Has This Homo Not seen kobe play
http://sports.yahoo.com/blogs/nba-ball-dont-lie/magic-johnson---if-i-don-t-see-another-three-pointer-from-a-laker-team--i-ll-be-happy--203448268.htmlMagic Johnson: 'If I don't see another 3-pointer from a Laker team, I'll be happy.During the 1990-91 season, a campaign that saw the Los Angeles Lakers ride a fifth-ranked offense all the way to the NBA Finals, Magic Johnson and Byron Scott led the team in attempting 250 and 219 3-pointers, respectively. No other Laker even broke triple digits in triples attempts, as the aging Laker backcourt relied more and more on the perimeter bombs to contribute.
It would be the last season the two would play together, as Johnson retired the next October after being diagnosed with HIV, and Scott went on to a respected journeyman career as a 3-point specialist. Both eventually returned to the Lakers for one final NBA season – Magic in 1996, Scott the next season – with Magic continuing to rely on his push shot from outside the arc, and Scott taking nearly half his attempts from long range.
This is why it was more than a little curious that Magic would offer a particularly nasty take on the shot that has served him so well, in talking up Scott’s recent hire as coach of the Los Angeles Lakers.

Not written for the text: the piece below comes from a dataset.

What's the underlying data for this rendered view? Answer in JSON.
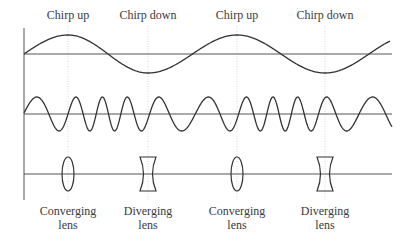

"The team is better than what we had last season, because we have more guys who can do more things than just shoot 3-pointers," said Johnson. "If I don't see another 3-pointer from a Laker team, I'll be happy."
Now, that last line about never seeing another trey thrown up by a member of his beloved team might be a throwaway joke, but Magic has taken his anti-Mike D’Antoni crusade to all-time heights.D’Antoni should not have been hired by the Lakers in 2012. The Lakers’ front office should not have attempted to build a philosophy that resembled Steve Nash and D’Antoni’s former Phoenix Suns squads, as the franchise should have made a better attempt to work around the low-post stylings of Dwight Howard and Pau Gasol. It’s just fine to criticize both the hire and D’Antoni’s work, as we all have, without looking tacky at best and downright mean at worst.

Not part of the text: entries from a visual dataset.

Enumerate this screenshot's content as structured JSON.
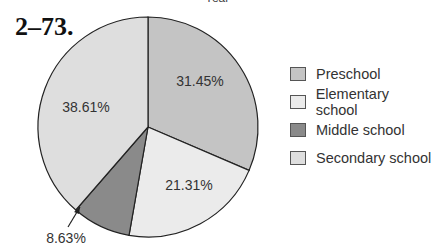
{
  "header": {
    "cut_title": "Year",
    "problem_number": "2–73."
  },
  "chart_data": {
    "type": "pie",
    "title": "",
    "categories": [
      "Preschool",
      "Elementary school",
      "Middle school",
      "Secondary school"
    ],
    "values": [
      31.45,
      21.31,
      8.63,
      38.61
    ],
    "labels": [
      "31.45%",
      "21.31%",
      "8.63%",
      "38.61%"
    ],
    "colors": [
      "#c4c4c4",
      "#ebebeb",
      "#8a8a8a",
      "#dedede"
    ],
    "start_angle": "12 o'clock, clockwise",
    "legend_position": "right",
    "annotations": [
      {
        "text": "8.63%",
        "note": "arrow pointing to Middle school slice"
      }
    ]
  },
  "legend": {
    "items": [
      {
        "label": "Preschool",
        "color": "#c4c4c4"
      },
      {
        "label": "Elementary school",
        "color": "#ebebeb"
      },
      {
        "label": "Middle school",
        "color": "#8a8a8a"
      },
      {
        "label": "Secondary school",
        "color": "#dedede"
      }
    ]
  }
}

The Lakers will be better this year, because Kobe Bean Bryant will be there this year. Even if he can’t help but work in a diminished state, he’s Kobe. Don’t count out Kobe.
The Lakers won’t take as many 3-pointers next year because Scott won’t replicate D’Antoni’s high-end pace, which inflates raw numbers, and specialist Jodie Meeks (who saved the Lakers at times last year) signed with Detroit, but they’ll still fire away. Nick Young has been retained by the team, Bryant will shoot from long range and point guard Jeremy Lin shot just as many 3-pointers per minute last year as former Laker point man Kendall Marshall. A returning Steve Nash relies on the shot quite a bit as well.

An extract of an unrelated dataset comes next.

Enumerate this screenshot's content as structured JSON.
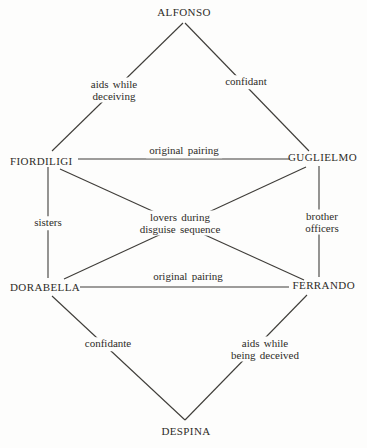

And frankly, outside of the return of Kobe, who are these “guys who can do more things?”
Grabbing a solid lottery selection in Julius Randle was nice, and the much-maligned Carlos Boozer may have a bounce-back season in Los Angeles, but those are clear downgrades from Pau Gasol; even with Gasol’s injury history. Lin is better than Marshall, but he’s not a knockout, and expecting some exceptional growth from Nick Young as a player after he gets back from his summer out with Iggy Azalea and firing 30-footers at the Drew League seems a bit much.
From there it seems like Magic is expecting quite a lot from Kobe, which is fine, and a steep upgrade as his favorite team moves from Mike D’Antoni to Byron Scott.
That’s an iffy one, even if D’Antoni was a poor fit for Howard, Gasol and eventually Bryant.
Judging coaches by raw won-loss totals is always just as iffy, but Scott does have over more than 100 more losses than wins as a coach, and he’s coming off three seasons in Cleveland that were disappointing even by rebuilding standards. There is a chance his Princeton-inspired musings on offense could do good things for offense-only types like Bryant, Nash, Young, Lin and Boozer, but by and large this roster still looks like a bit of a tire fire.
And only different because Magic Johnson’s former 3-point buddy is coaching it, as opposed to the guy he never liked.
We hope Magic gets over the Mike D’Antoni era eventually enough.